Tatiana Toro among newest members of the American Academy of Arts & Sciences

Submitted by Rose Choi on
Photo of Tatiana Toro by Dorothee Brand
Excerpt from UW News

Tatiana Toro has been named a member of the American Academy of Arts & Sciences, one of only 5 new members in Mathematics, Applied Mathematics, and Statistics this year. Her research centers on the premise that objects, which may at first appear irregular or disordered, actually have regular features that are quantifiable. Toro's work spans geometric measure theory, harmonic analysis, and partial differential equations. Toro studies the mathematical questions that come up in systems where the known data are "rough," as well as interfaces that arise in "noisy" minimization problems.

In addition to her research, Toro has also worked to increase diversity in mathematics. She helped launch Latinx in the Mathematical Sciences, including two conferences through the National Science Foundation highlighting the achievements of Latinx mathematicians.

Toro joined the UW faculty in 1996 and her career includes numerous honors and accolades. Last year, she received the UW’s Marsha L. Landolt Distinguished Graduate Mentor Award. In 2017, she was elected as a Fellow of the American Mathematical Society. Toro has also been a Guggenheim Fellow, an Alfred P. Sloan Research Fellow and a Simons Foundation Fellow.

Founded in 1780, the American Academy of Arts and Sciences is one of the country’s oldest learned societies and independent policy research centers, convening leaders from the academic, business and government sectors to respond to the challenges facing the nation and the world.

The new members join the company of Academy members elected before them, including Benjamin Franklin and Alexander Hamilton in the eighteenth century; Ralph Waldo Emerson and Maria Mitchell in the nineteenth; and Robert Frost, Martha Graham, Margaret Mead, Milton Friedman, and Martin Luther King, Jr. in the twentieth.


## Work order
The answer must consist of every line in the records that contains the word "diamond".

Records from a dataset:
################
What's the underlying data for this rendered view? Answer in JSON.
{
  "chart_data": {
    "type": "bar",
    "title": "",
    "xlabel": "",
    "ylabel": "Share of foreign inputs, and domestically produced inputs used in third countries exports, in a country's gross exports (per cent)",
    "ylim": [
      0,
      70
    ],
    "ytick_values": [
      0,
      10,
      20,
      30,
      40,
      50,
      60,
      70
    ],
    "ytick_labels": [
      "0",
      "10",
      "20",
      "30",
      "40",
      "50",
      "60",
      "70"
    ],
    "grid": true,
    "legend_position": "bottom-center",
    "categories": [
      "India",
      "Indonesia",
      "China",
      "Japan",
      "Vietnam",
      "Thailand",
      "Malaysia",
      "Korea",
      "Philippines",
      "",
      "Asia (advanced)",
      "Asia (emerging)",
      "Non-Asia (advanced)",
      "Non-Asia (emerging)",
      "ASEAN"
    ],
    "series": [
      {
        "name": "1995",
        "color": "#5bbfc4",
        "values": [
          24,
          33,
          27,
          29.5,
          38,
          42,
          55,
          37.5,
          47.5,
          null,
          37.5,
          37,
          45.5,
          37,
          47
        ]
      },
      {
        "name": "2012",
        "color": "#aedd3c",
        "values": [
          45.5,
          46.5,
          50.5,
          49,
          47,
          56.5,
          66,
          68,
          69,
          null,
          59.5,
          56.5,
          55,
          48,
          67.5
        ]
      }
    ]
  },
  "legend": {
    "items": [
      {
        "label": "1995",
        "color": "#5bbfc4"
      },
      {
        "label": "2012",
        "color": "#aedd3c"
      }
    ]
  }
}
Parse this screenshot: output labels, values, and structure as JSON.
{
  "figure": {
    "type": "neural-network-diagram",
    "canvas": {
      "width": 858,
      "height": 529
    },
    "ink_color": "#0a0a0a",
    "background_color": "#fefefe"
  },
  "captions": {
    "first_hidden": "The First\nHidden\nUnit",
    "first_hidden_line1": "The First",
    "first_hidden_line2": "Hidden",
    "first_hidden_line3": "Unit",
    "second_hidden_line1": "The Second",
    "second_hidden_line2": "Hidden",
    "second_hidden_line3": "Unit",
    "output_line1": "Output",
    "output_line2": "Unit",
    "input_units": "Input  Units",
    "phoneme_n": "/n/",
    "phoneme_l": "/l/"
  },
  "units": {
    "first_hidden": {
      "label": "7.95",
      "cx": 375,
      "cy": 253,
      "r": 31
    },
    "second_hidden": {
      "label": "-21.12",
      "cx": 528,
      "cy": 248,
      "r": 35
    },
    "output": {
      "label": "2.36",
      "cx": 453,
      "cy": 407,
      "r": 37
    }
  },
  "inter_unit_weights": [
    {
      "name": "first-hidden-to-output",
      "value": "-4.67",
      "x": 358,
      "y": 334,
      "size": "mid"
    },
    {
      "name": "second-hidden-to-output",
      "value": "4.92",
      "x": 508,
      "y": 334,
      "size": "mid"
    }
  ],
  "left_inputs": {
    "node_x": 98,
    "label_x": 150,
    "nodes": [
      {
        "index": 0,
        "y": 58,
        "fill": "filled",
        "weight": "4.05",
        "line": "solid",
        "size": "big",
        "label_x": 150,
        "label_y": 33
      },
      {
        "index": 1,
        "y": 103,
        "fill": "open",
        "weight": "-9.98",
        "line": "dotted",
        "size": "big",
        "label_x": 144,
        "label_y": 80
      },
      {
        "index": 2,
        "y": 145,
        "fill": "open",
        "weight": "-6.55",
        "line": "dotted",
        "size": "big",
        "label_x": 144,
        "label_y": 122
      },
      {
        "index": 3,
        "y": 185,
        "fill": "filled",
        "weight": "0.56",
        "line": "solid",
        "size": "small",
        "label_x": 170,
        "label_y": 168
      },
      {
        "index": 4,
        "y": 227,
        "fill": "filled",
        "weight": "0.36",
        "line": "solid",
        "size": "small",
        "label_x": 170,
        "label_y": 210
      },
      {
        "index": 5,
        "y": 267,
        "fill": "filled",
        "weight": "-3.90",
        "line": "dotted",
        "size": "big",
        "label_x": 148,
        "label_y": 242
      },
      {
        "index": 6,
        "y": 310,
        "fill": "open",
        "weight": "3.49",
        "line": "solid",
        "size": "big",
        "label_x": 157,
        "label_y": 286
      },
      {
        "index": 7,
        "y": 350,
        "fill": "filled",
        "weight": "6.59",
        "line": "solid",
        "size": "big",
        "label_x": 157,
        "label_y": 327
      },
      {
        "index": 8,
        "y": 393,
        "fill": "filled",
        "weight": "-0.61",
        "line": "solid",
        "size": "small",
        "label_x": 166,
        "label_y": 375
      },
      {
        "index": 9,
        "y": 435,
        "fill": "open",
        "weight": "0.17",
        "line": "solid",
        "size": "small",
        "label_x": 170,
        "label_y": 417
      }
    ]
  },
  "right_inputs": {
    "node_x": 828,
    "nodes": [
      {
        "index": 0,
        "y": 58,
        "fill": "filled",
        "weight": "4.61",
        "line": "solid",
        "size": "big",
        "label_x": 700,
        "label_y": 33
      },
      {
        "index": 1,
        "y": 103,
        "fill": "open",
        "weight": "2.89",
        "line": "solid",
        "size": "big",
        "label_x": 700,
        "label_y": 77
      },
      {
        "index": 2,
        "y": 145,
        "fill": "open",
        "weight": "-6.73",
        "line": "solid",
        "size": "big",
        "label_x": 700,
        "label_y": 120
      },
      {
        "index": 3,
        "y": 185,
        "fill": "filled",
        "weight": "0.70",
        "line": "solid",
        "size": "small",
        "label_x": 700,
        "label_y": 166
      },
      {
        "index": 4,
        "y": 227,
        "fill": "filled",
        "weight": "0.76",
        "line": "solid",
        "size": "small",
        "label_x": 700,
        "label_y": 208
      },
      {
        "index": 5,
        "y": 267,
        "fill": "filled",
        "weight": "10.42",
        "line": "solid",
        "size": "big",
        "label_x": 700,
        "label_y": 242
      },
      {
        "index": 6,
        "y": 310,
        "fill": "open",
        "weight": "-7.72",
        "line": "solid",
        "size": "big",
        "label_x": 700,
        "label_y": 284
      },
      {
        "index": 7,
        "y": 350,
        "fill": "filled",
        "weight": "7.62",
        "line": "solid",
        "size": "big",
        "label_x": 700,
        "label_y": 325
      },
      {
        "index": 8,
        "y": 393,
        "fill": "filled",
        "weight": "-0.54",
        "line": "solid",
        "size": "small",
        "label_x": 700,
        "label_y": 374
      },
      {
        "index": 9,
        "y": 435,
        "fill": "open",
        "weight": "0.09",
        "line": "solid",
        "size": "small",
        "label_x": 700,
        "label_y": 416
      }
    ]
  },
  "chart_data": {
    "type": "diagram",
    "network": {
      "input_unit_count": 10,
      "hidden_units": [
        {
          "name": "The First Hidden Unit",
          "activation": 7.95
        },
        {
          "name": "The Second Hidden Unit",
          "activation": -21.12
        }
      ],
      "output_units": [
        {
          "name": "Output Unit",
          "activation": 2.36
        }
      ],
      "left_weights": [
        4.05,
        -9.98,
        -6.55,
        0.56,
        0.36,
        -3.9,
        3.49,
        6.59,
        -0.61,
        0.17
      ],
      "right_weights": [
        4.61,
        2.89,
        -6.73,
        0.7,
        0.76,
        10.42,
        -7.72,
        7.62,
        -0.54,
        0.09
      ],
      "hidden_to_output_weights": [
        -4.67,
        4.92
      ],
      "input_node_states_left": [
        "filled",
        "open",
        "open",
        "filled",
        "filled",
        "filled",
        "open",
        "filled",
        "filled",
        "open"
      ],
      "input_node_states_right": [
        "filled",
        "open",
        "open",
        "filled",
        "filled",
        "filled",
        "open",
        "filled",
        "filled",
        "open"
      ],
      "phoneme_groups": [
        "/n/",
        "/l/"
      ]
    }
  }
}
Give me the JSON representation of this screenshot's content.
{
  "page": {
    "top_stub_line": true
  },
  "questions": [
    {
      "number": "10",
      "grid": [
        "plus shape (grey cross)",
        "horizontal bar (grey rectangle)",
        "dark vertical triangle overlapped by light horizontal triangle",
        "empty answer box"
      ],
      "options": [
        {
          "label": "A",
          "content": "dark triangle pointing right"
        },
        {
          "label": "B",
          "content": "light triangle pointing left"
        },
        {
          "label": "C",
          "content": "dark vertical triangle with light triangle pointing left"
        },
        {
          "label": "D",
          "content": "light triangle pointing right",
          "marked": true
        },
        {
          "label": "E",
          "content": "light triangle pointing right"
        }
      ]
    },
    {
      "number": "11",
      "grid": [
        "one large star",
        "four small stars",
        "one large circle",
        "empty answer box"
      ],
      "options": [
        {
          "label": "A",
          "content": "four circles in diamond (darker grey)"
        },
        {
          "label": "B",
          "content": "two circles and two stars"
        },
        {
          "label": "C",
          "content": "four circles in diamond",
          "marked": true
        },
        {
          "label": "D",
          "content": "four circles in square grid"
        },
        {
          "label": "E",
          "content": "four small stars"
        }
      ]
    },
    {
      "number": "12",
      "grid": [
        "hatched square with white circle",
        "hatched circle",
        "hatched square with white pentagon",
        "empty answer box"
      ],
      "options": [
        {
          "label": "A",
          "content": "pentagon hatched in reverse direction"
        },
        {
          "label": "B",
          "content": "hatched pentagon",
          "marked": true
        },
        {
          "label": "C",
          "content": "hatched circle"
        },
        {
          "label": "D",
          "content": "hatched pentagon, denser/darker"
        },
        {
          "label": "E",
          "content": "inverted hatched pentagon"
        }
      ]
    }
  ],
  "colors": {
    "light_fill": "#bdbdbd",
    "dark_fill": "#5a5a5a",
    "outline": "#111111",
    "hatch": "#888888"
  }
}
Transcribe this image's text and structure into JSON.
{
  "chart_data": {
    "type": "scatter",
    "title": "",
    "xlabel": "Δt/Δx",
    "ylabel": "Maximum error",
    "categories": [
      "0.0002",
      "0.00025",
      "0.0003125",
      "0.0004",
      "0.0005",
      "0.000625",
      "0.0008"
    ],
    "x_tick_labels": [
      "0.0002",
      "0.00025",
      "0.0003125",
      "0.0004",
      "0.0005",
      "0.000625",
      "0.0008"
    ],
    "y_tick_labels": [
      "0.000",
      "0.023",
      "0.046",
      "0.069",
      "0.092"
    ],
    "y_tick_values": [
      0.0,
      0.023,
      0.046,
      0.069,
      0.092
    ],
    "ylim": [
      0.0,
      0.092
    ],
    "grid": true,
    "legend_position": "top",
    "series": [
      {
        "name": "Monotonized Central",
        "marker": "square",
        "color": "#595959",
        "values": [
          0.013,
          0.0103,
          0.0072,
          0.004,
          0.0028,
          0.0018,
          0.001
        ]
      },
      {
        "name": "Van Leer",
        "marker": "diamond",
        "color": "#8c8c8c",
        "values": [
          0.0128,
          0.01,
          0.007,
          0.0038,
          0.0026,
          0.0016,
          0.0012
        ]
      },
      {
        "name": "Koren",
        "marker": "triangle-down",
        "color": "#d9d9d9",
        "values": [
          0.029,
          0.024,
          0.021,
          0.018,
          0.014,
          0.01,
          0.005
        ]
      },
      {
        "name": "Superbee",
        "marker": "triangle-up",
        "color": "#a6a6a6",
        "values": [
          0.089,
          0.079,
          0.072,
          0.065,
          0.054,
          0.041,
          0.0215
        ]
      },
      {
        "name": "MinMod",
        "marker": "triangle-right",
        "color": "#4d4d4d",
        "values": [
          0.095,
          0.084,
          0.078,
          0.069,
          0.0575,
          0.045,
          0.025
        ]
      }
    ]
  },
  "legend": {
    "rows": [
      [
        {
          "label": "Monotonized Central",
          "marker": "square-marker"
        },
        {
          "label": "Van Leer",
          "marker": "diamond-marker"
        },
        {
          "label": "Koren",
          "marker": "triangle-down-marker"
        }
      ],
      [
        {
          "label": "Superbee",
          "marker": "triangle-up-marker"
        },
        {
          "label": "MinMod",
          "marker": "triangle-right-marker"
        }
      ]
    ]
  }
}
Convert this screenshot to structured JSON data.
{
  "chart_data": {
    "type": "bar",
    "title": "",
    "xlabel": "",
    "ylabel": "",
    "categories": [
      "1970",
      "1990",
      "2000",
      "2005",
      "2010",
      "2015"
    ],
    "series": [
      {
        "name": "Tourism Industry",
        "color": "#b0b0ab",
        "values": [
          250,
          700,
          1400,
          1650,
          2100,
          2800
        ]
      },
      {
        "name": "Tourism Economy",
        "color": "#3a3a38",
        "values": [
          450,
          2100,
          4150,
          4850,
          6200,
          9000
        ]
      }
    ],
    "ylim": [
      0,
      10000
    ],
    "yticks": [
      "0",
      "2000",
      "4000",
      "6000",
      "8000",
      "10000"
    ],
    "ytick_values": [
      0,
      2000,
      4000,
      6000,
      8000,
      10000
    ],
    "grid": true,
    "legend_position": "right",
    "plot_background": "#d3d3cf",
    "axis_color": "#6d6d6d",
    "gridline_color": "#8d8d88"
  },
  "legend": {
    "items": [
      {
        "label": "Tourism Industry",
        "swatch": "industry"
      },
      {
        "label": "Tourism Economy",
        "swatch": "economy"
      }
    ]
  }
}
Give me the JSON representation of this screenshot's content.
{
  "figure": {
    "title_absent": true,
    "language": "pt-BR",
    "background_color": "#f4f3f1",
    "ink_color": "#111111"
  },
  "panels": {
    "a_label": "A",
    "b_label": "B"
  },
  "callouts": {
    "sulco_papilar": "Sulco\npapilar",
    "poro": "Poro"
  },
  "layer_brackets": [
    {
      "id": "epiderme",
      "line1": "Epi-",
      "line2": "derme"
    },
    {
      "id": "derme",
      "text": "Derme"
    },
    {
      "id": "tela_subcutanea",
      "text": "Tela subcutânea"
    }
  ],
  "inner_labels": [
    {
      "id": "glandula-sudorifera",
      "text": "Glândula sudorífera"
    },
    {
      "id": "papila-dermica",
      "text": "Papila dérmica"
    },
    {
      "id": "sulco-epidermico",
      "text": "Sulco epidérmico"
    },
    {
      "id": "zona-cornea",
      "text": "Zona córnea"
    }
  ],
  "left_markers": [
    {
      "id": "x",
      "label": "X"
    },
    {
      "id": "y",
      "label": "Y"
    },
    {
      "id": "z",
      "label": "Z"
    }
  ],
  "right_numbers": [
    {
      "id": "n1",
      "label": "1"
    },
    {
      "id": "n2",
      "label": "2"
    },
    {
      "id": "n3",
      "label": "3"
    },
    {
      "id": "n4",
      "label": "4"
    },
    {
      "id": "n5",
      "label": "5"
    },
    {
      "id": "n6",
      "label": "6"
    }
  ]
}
################
## Answer
          "content": "four circles in diamond (darker grey)"
          "content": "four circles in diamond",
        "marker": "diamond",
          "marker": "diamond-marker"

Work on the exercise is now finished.